This is an online gateway to oral histories that illuminate various aspects of regulatory governance. Most commonly, this means interviews with regulators, the regulated, or political actors who were instrumental in creating or changing regulatory agencies or frameworks—usually lawyers, judges, and legislators, but also grassroots activists, industry lobbyists, and interested academics.
Regulation lies at the heart of day-to-day modern governance. Too humdrum and technocratic to draw sustained public attention, the topic of regulation nevertheless flashes to the fore virtually anytime disaster strikes as pundits and politicians critique regulatory shortcomings or offer regulatory solutions. In the United States in particular, debates about regulation also center on special interest “capture” and whether there is too much of it or too little. Yet all too rarely do politicians, journalists, or academics crack open the regulatory black box to expose the construction and operation of regulatory bodies and make comprehensible the processes of rule-making, monitoring, and enforcement.

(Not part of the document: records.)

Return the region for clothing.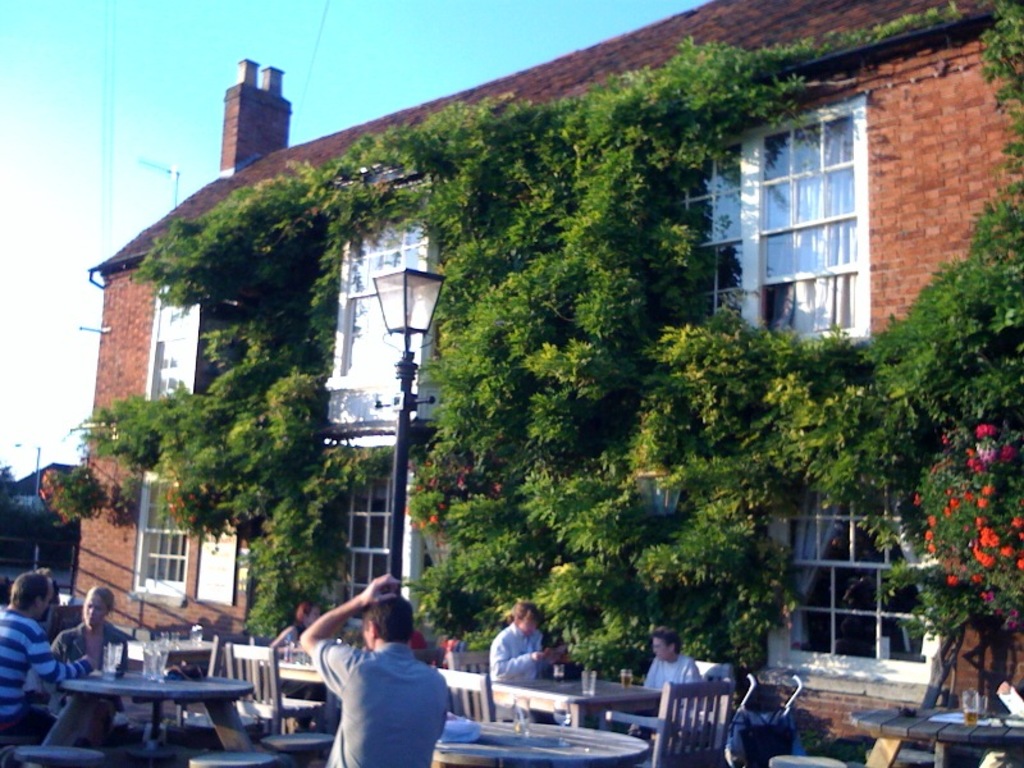
crop(644, 666, 717, 695).
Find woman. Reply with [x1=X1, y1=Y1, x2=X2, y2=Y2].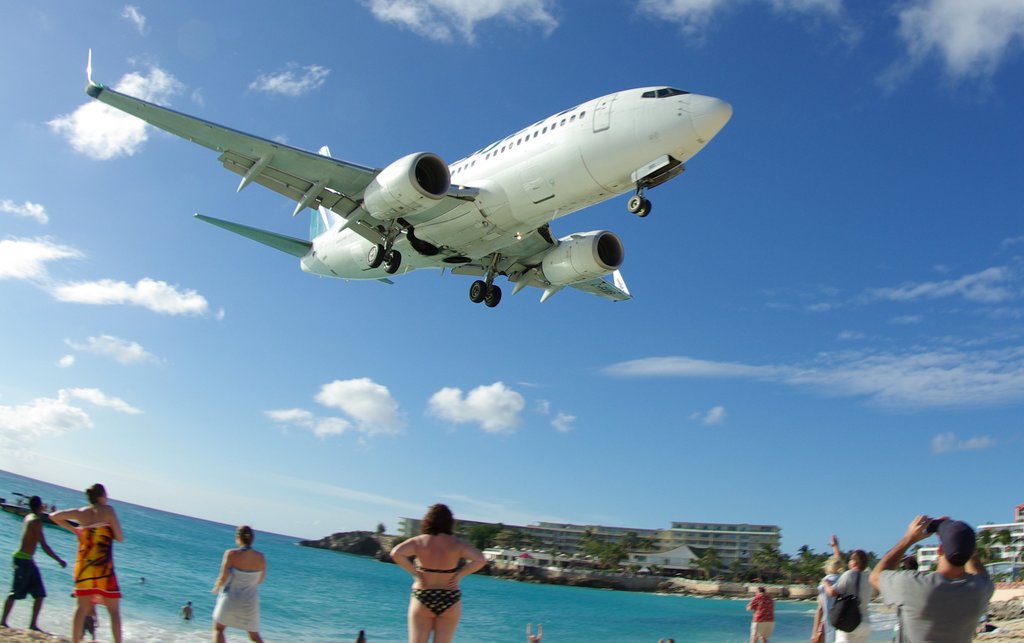
[x1=817, y1=535, x2=847, y2=642].
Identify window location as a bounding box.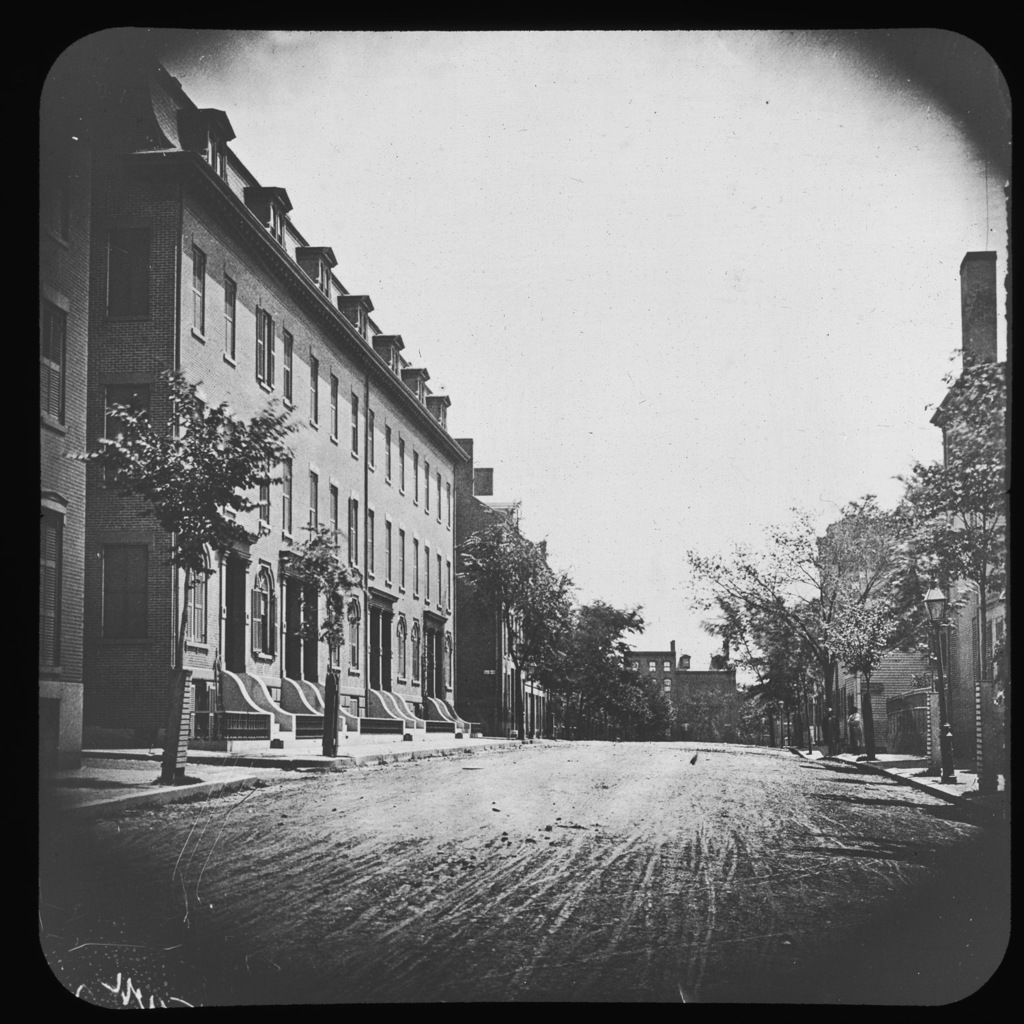
select_region(367, 409, 376, 470).
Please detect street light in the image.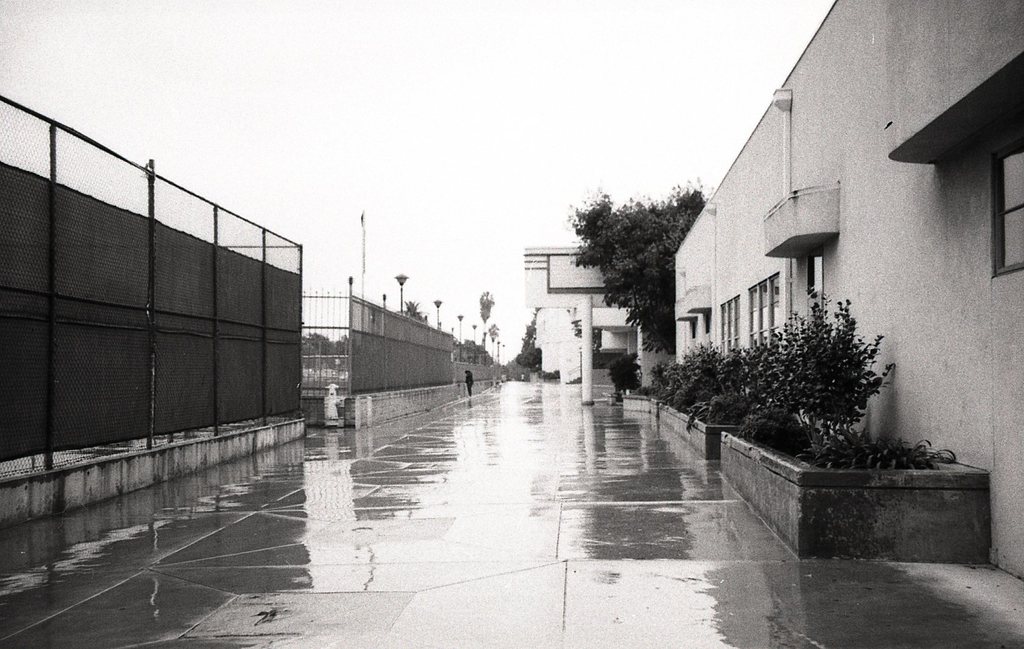
region(453, 311, 463, 361).
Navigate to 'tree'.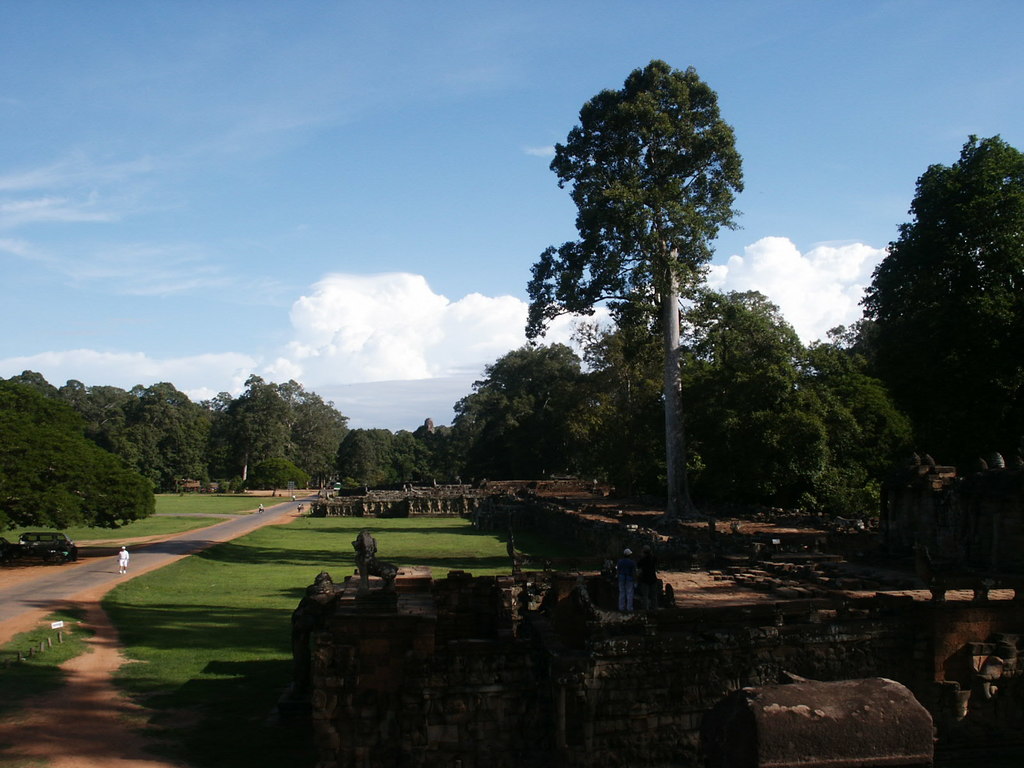
Navigation target: <region>690, 284, 907, 527</region>.
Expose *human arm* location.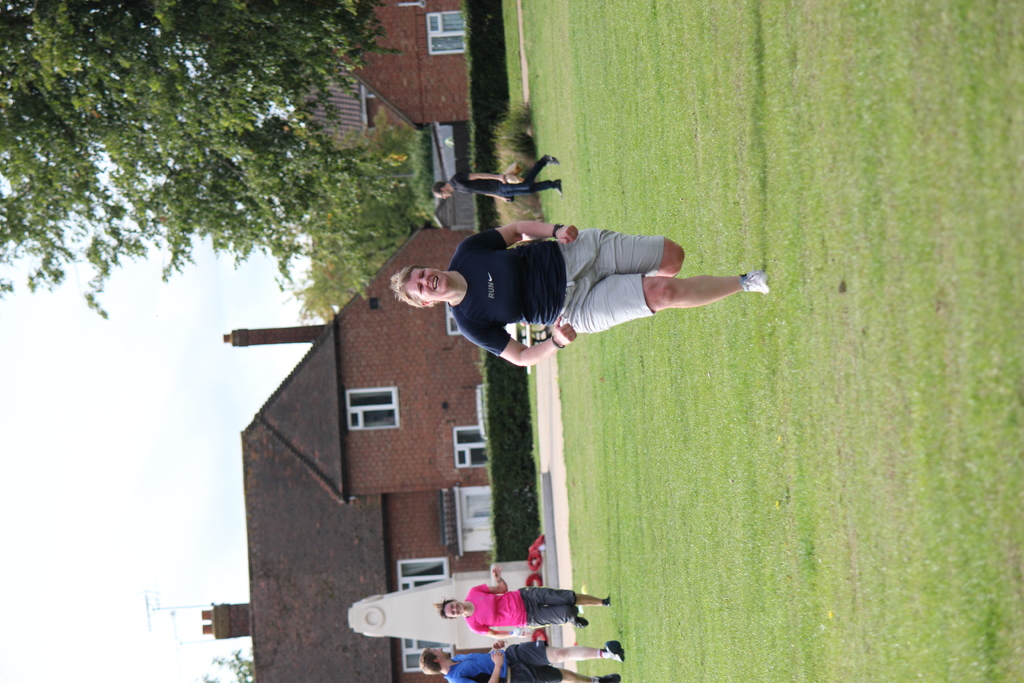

This project helps make relevant oral histories accessible to scholars, students, and policymakers in an effort to break open that regulatory black box. We are working to catalog and tag the most relevant oral history collections to sort through what interviews have been conducted and draw out the oral history work that remains to be done.
This project was conceived by Edward J. Balleisen, associate professor of history at Duke University. Elizabeth Brake and Will Goldsmith conducted an initial inventory of oral history collections related to regulatory governance.